ABC News spoke with LA Fire HEALTH Study researchers Dr. Kari Nadeau and Dr. Susan Cheng last night on ABC News PRIME about their research into the health impacts of exposure to toxins in wildfire smoke in firefighters.
Dr. Kari Nadeau, chair of the Department of Environmental Health at Harvard T.H. Chan School of Public Health, published a new study today in Nature Medicine which examined the level of toxins in firefighters’ blood following wildfires in Northern California. The study found that exposure to smoke may alter the immune system on a cellular level, and is the first to examine the specific cellular changes associated with fire smoke exposure, documenting how smoke can damage the body through the immune system.
“We’ve known that smoke exposure causes poor respiratory, cardiac, neurological, and pregnancy outcomes, but we haven’t understood how,” said corresponding author Kari Nadeau, John Rock Professor of Climate and Population Studies and chair of the Department of Environmental Health. “Our study fills in this knowledge gap, so that clinicians and public health leaders are better equipped to respond to the growing threat of difficult to contain, toxic wildfires.”
The same methods used to examine the firefighters in that study are now being used to monitor the health of first responders and citizens in LA following the January 2025 fires in Eaton and Palisades.
Dr. Susan Cheng, Erika J. Glazer Chair in Cardiovascular Health and Population Science and Director of Public Health Research at Cedars-Sinai Hospital, is currently researching those health impacts. She told ABC News, that she and her colleagues are already seeing patients in their emergency rooms and clinics who have experienced impacts to their health due to wildfires.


### Exercise requirements
Determine how many lines in the records hold "lost", then give that number by itself.

Excerpts from a figure dataset:
◆ ◆ ◆ ◆

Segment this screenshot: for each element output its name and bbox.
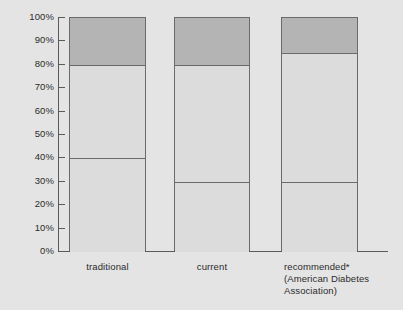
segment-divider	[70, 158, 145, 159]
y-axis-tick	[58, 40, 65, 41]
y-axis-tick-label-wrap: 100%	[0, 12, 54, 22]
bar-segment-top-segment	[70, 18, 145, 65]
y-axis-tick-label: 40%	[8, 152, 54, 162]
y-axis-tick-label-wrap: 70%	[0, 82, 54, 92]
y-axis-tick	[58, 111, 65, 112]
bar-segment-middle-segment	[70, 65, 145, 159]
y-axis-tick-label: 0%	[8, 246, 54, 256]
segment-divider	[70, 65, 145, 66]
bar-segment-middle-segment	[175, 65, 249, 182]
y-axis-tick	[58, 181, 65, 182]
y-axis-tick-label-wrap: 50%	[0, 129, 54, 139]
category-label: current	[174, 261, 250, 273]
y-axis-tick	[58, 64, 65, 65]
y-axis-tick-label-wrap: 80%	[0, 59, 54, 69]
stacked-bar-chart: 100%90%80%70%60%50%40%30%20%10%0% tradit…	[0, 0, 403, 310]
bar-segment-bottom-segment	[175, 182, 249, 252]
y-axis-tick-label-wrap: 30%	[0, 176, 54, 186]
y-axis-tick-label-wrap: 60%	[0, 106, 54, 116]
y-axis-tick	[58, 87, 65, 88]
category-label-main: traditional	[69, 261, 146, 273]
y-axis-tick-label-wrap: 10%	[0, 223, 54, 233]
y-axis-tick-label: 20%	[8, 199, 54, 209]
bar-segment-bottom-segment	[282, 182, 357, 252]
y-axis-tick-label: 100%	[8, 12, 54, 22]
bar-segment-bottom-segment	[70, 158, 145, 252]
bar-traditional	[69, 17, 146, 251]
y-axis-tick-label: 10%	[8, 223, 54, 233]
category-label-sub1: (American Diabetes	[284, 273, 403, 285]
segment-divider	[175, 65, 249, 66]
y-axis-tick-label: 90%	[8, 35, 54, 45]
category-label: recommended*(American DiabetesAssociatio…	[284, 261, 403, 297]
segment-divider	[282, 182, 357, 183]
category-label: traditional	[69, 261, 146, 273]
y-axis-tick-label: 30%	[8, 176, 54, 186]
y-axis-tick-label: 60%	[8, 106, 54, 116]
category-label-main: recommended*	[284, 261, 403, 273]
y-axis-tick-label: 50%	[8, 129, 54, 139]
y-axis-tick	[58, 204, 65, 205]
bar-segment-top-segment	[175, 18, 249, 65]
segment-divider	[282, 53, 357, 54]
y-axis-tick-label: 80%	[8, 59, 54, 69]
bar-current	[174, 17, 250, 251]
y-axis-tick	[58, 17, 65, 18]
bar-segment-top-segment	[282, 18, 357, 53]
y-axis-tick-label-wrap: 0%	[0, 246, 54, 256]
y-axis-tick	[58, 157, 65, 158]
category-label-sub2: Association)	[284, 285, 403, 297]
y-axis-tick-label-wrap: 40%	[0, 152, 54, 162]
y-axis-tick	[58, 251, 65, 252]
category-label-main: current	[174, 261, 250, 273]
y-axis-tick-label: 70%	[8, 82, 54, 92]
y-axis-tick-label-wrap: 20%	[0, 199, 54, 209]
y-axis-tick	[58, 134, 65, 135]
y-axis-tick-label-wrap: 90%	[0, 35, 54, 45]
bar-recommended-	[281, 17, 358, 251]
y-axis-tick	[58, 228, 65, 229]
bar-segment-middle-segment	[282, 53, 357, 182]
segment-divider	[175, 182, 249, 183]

◆ ◆ ◆ ◆

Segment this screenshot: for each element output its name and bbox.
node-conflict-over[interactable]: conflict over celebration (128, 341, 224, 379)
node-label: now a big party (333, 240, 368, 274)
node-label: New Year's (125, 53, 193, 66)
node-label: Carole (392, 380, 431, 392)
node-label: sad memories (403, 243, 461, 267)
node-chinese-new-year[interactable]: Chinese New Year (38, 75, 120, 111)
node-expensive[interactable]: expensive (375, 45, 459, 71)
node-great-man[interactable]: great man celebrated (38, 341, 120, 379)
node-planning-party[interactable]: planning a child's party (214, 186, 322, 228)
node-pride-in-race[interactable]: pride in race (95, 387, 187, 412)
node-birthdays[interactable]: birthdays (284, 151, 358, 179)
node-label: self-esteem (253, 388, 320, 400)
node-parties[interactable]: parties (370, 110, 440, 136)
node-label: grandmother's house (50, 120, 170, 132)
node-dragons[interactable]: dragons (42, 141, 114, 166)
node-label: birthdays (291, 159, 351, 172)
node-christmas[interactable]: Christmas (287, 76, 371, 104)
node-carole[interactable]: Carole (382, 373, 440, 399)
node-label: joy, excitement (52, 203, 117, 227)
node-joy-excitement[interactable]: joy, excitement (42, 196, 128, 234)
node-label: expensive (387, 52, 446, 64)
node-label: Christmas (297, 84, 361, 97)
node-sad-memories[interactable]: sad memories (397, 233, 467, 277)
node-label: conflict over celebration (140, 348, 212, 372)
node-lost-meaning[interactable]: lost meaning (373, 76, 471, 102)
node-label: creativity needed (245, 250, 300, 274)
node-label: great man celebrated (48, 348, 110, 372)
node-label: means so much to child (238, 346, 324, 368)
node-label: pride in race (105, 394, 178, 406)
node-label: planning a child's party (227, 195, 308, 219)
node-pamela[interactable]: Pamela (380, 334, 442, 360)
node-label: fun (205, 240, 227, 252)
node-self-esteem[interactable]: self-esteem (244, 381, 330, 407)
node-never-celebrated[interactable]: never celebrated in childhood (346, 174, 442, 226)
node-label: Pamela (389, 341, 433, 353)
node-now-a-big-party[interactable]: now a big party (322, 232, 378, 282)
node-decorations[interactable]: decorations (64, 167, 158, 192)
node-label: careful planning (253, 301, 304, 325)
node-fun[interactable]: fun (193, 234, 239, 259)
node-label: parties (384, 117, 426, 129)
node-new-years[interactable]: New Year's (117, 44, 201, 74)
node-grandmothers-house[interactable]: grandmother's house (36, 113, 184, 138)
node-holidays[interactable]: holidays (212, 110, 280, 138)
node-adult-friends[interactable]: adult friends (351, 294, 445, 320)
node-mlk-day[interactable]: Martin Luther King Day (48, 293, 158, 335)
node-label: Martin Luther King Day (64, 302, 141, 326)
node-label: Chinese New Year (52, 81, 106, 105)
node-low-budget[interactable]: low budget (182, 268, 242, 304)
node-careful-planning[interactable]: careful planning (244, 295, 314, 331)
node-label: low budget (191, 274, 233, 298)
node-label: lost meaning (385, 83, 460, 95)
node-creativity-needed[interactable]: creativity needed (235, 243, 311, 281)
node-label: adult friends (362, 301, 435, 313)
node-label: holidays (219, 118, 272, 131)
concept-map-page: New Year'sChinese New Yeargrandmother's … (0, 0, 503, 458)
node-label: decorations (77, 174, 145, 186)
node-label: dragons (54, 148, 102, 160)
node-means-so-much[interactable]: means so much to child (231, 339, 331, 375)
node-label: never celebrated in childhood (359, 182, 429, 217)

◆ ◆ ◆ ◆

### Solution to this task
2